His hands touch us, leading us along the path to new lives,
giving us his blessed peace, freeing us from the bondage of our sins.

This morning, in just a few minutes,
we will see hands at work once again—
both our hands and our Lord’s hands.
When Dillon and Kyler and Cutter
stand before God and in our midst,
they will make a commitment.
Their promise is one we all share,
one in which we all lend our hands,
joining in common labor and service.

To bind themselves to their commitment, their promise,
they will say, “I do, and I ask God to help and guide me.”
At the same time, we can all recommitment ourselves
to the work of our Lord’s manual labor,
the hands-on tasks of the Church our liturgy outlines for us:
+ We promise “to live among God’s faithful people,”
touching one another with our Lord’s love.
+ We commit “to hear his Word and share in his supper,”
holding the Scriptures and breaking the bread and tipping the cup.
+ We vow “to proclaim the good news of God in Christ through word and deed,”
using our hands to show and tell others about our Lord.
+ We resolve “to serve all people, following the example of our Lord Jesus,”
giving food to the hungry, bandaging the wounded, and consoling the lonely.
+ And we pledge “to strive for justice and peace in all the earth,”
breaking down barriers and turning swords into plowshares.
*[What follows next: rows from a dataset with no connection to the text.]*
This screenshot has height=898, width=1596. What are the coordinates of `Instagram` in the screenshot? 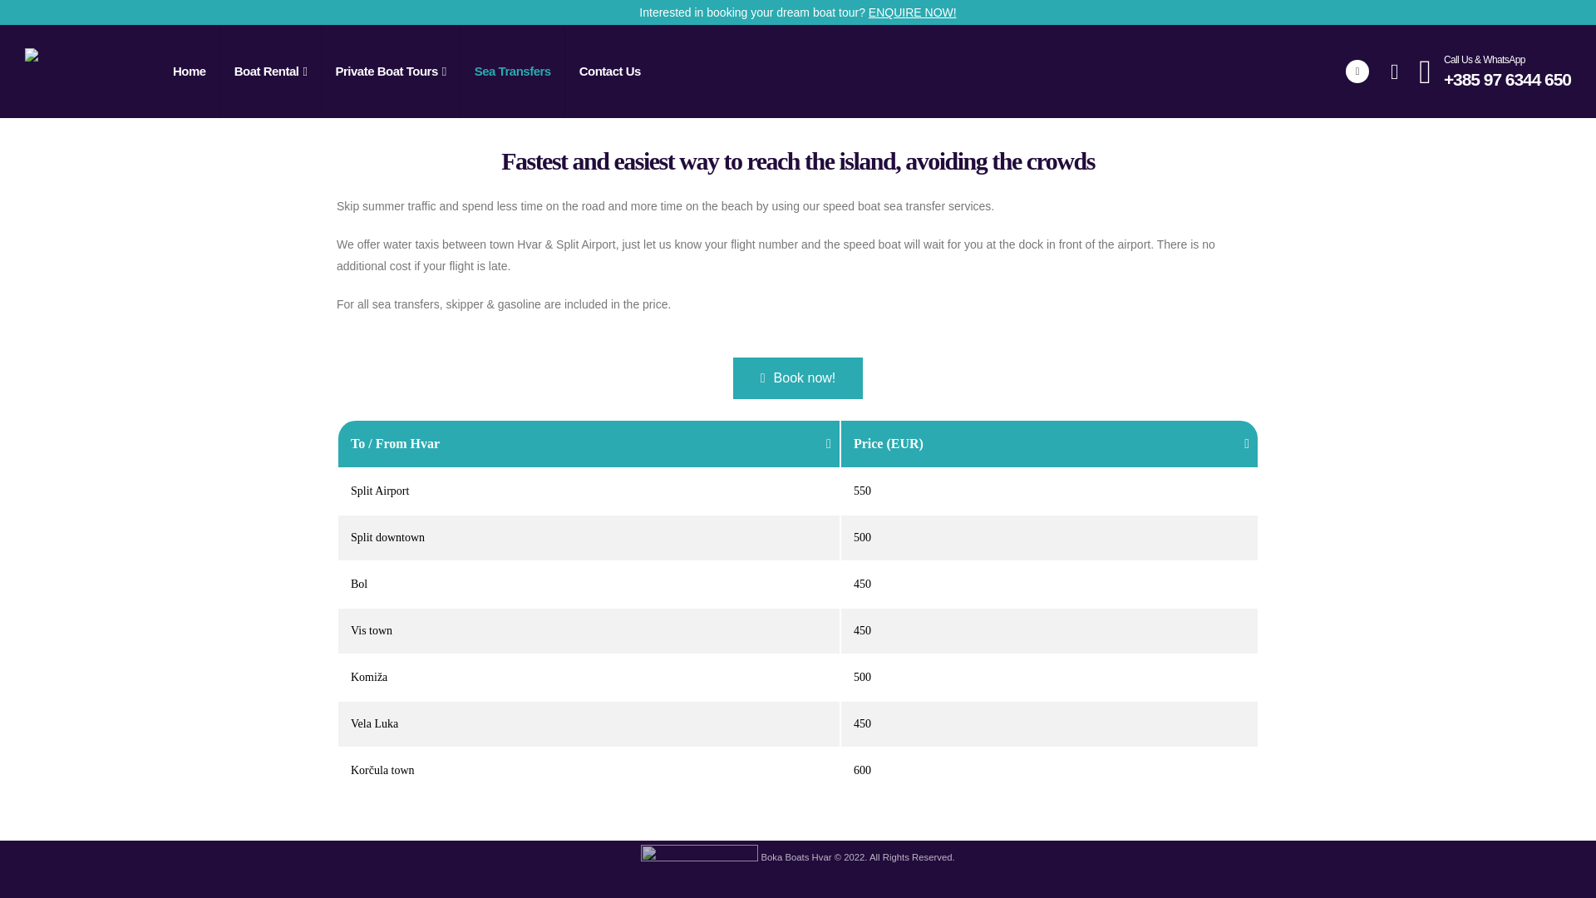 It's located at (903, 650).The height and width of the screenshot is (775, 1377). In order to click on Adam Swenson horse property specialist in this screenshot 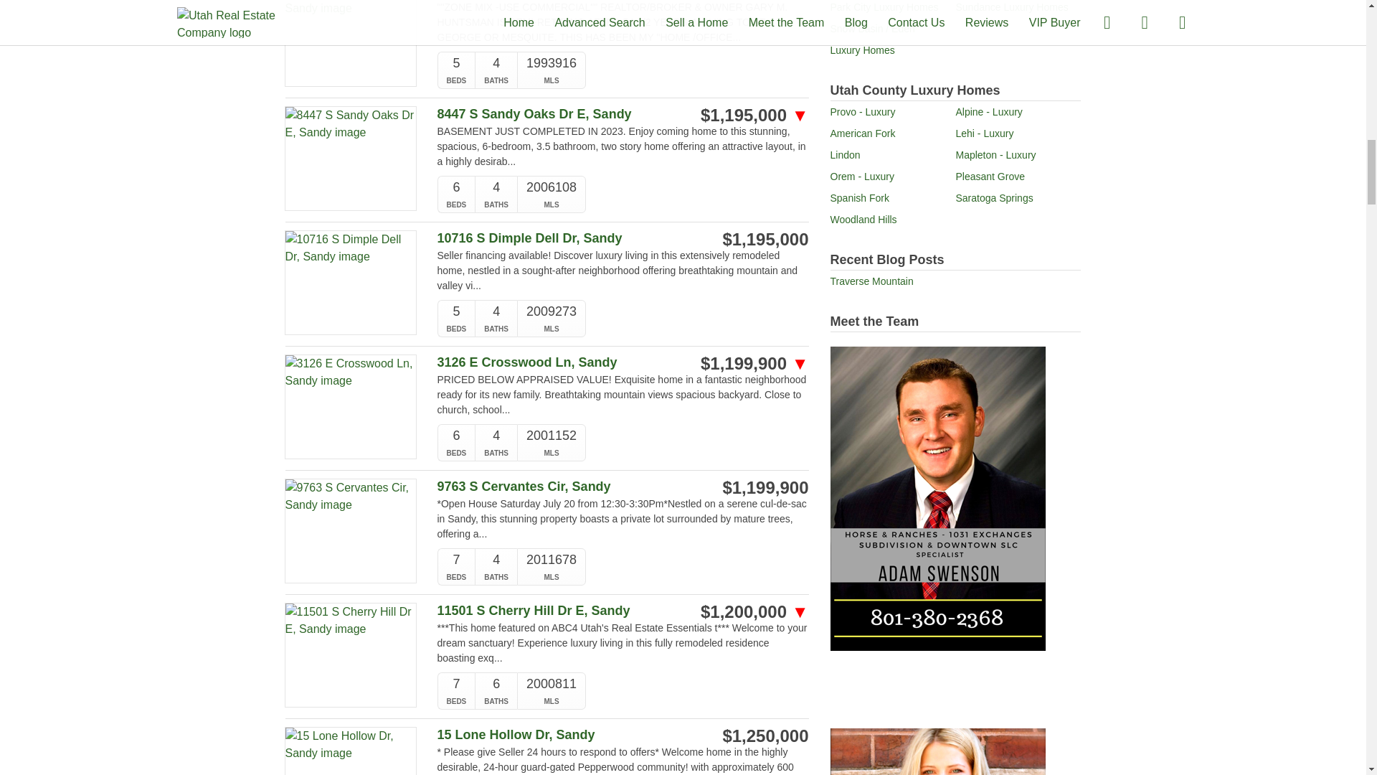, I will do `click(938, 498)`.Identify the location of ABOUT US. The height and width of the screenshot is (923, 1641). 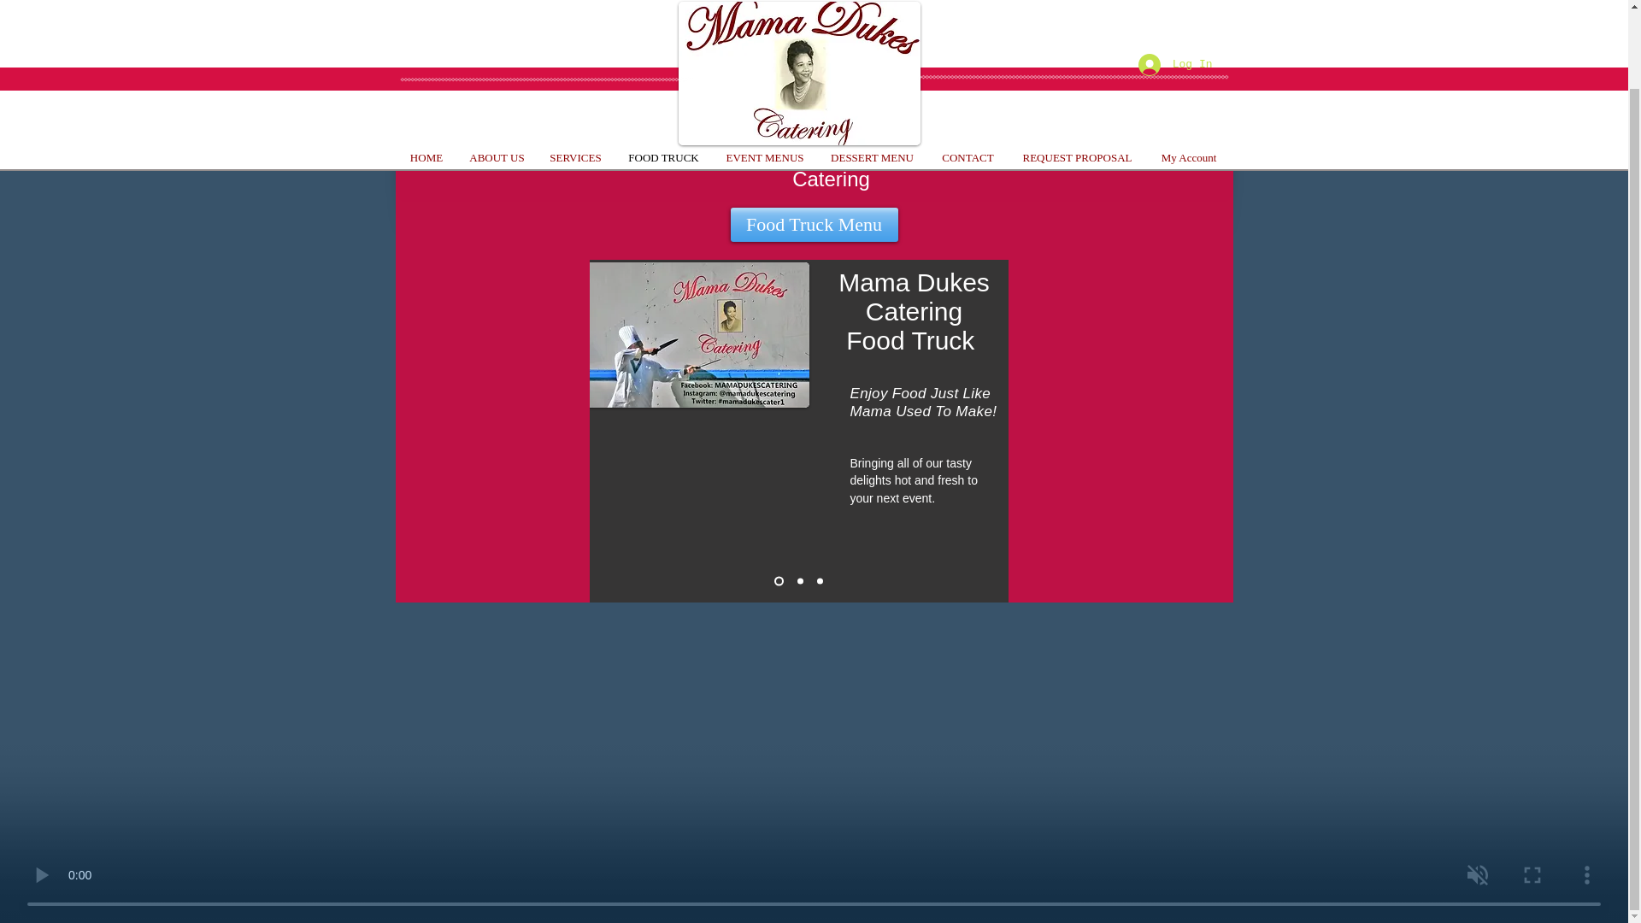
(496, 73).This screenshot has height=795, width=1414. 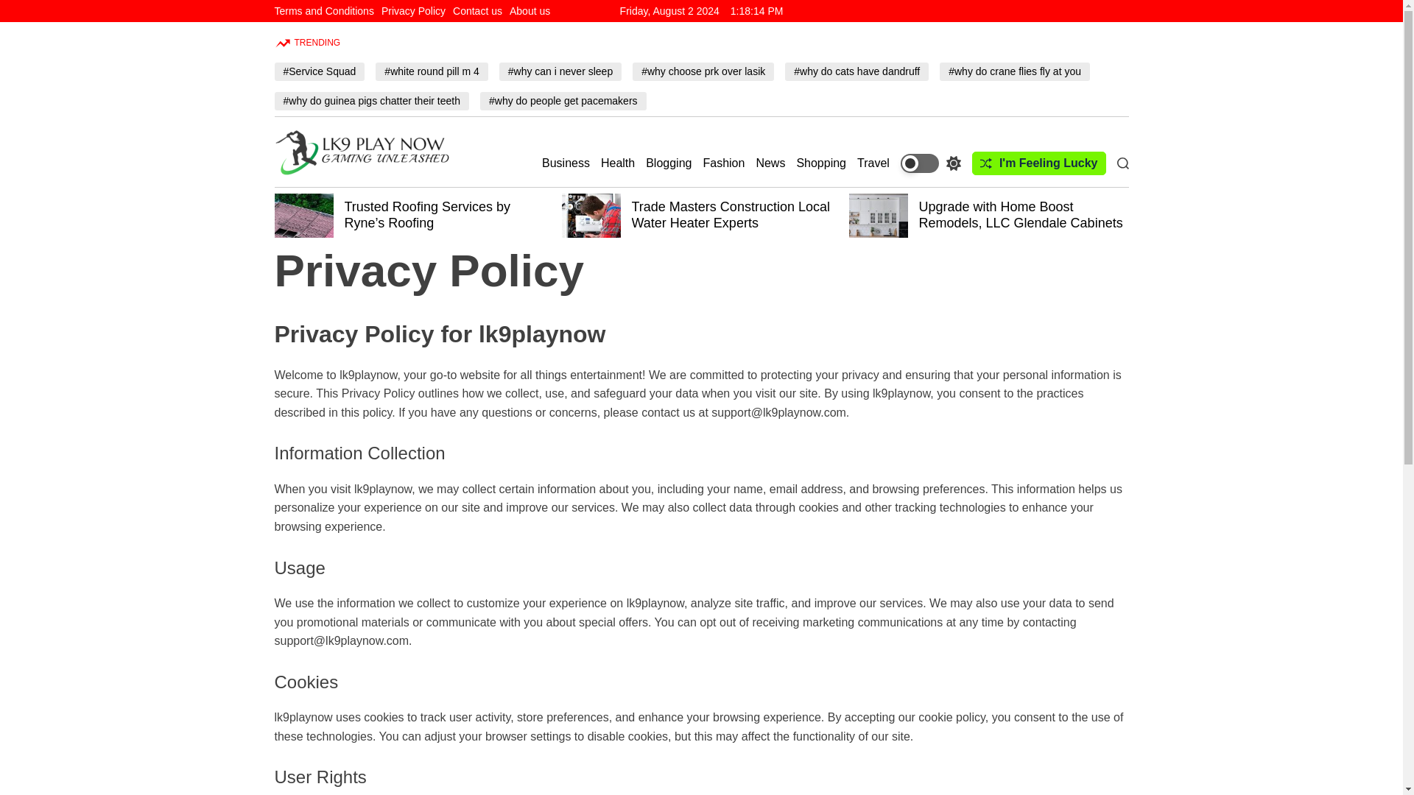 I want to click on Travel, so click(x=873, y=163).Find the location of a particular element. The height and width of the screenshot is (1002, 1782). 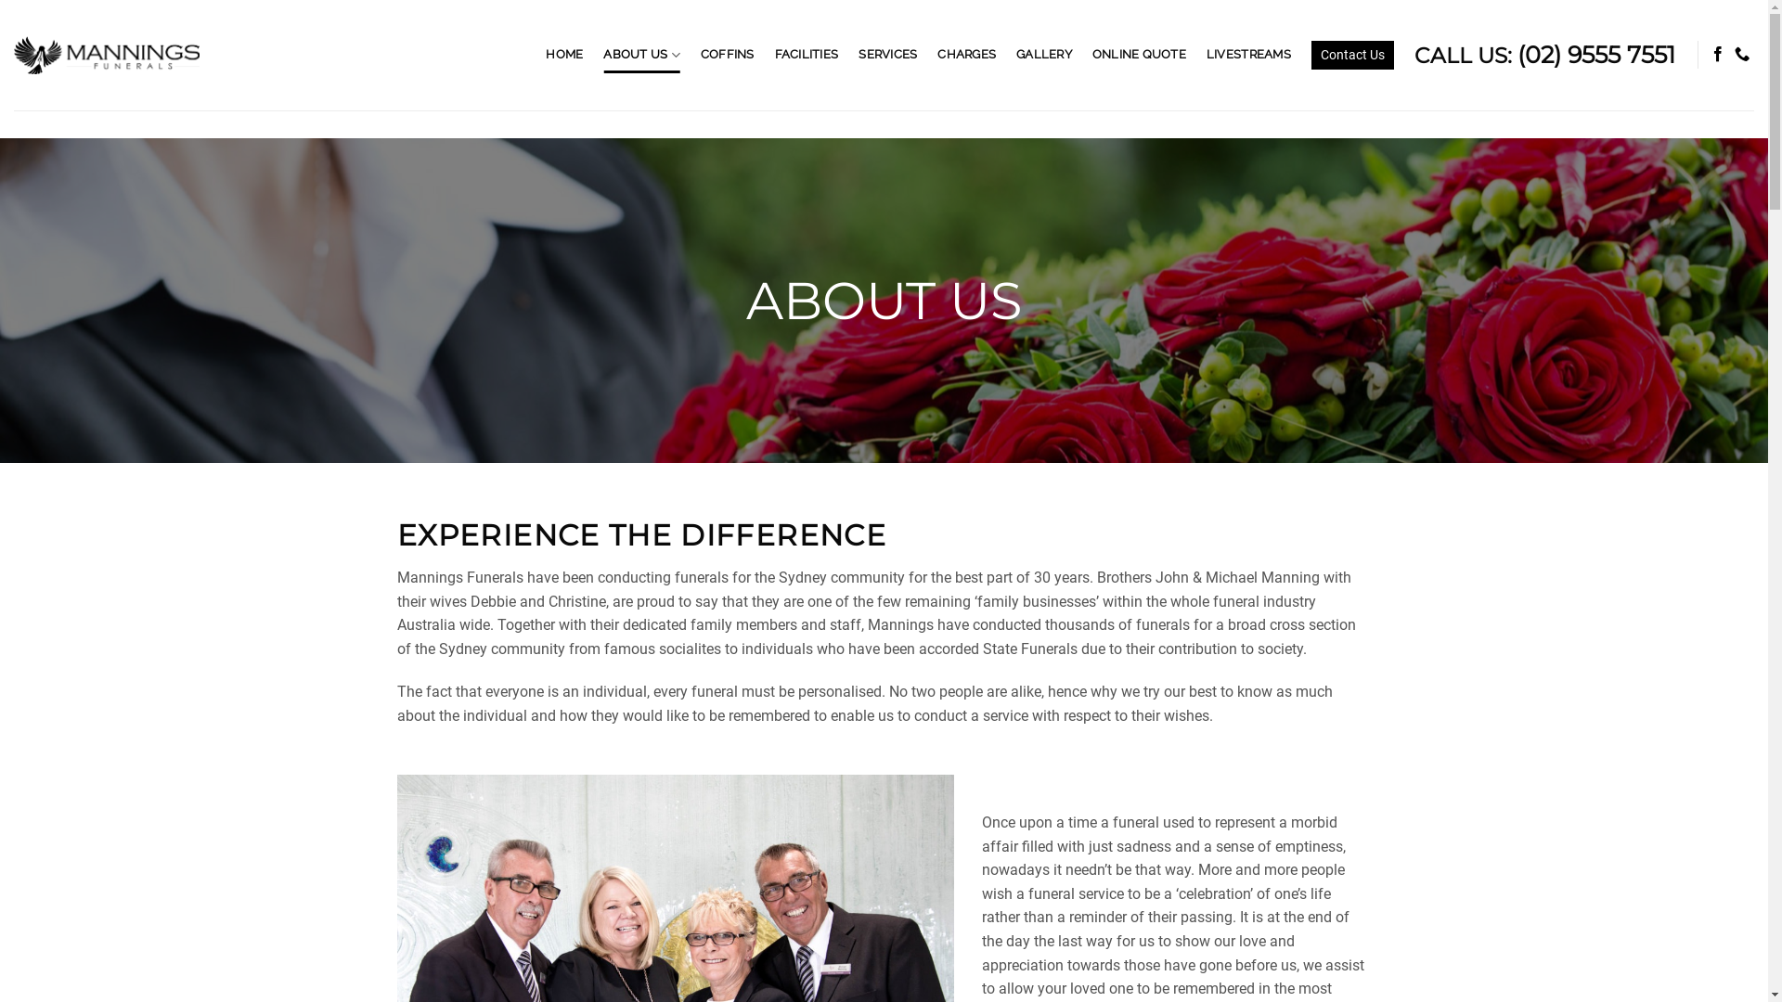

Contact Us is located at coordinates (1353, 55). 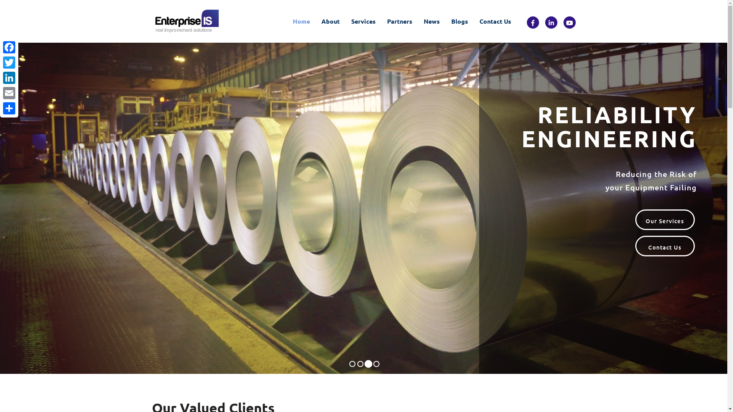 What do you see at coordinates (432, 21) in the screenshot?
I see `News` at bounding box center [432, 21].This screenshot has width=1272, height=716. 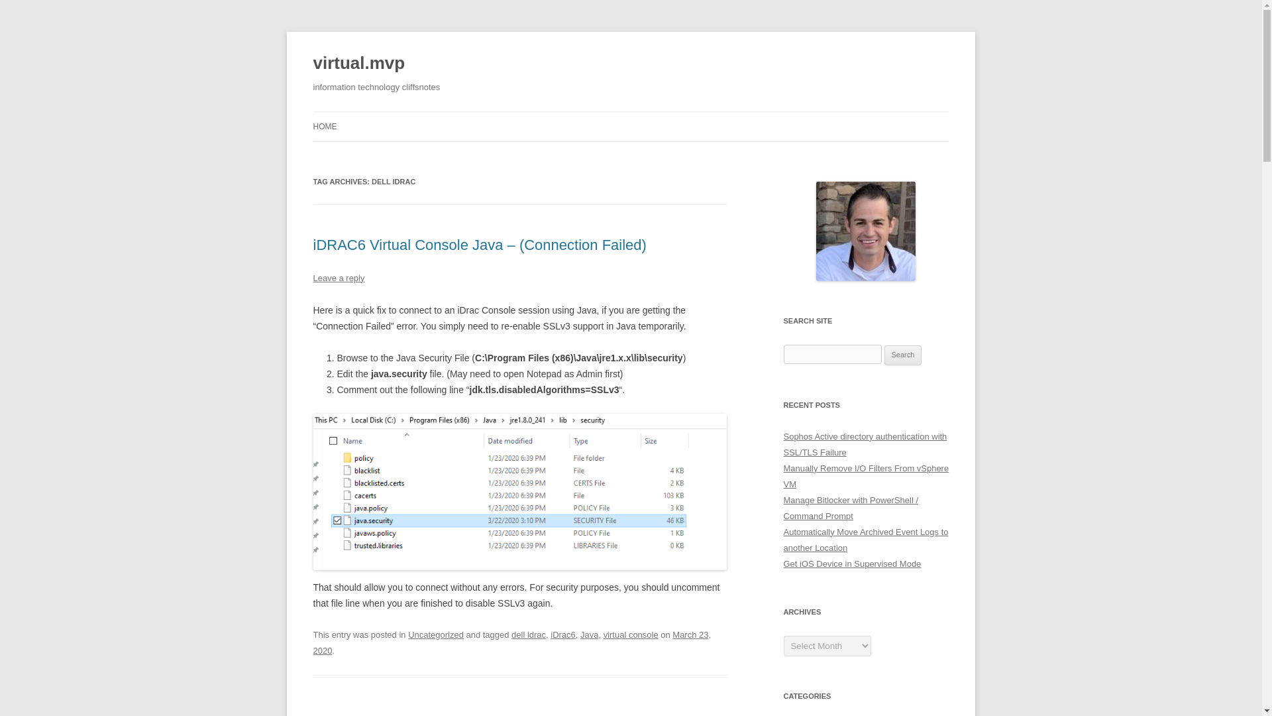 I want to click on virtual.mvp, so click(x=359, y=64).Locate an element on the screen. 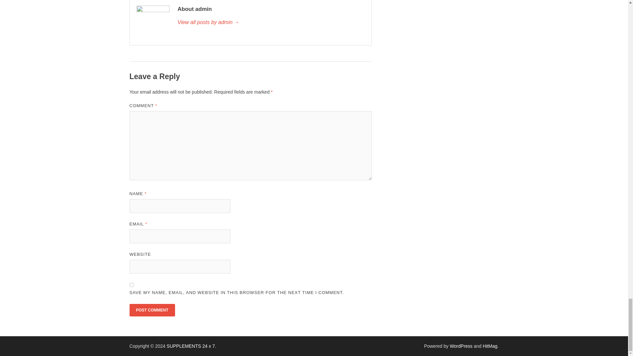 This screenshot has width=633, height=356. HitMag is located at coordinates (490, 346).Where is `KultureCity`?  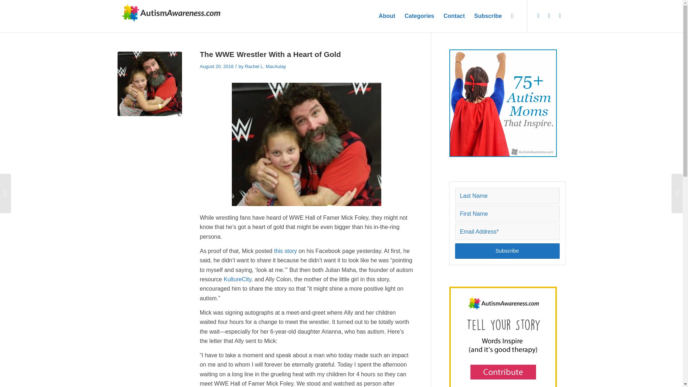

After they make their commitment,
Cutter and Kyler and Dillon will kneel here before God
and in the presence of you and me, their sisters and brothers.
Then these hands will rest upon their heads.
And just as your hands are the hands of the Lord in your labors,
these hands will become for them our Lord’s hands,
touching them as we pray,
“Father in heaven, for Jesus’ sake,
stir up in them the gift of your Holy Spirit;
confirm their faith, guide their lives,
empower them in their serving,
give them patience in their suffering,
and bring them to everlasting life.”

This is our hands-on prayer for confirmation.
But it is also our prayer for the Church,
here and throughout the world,
embodied in these three young men and in you and in me.
It is our prayer for reformation, for re-formation,
for a renewal in the faith,
for a new life lived out together under the hands of our God. Amen.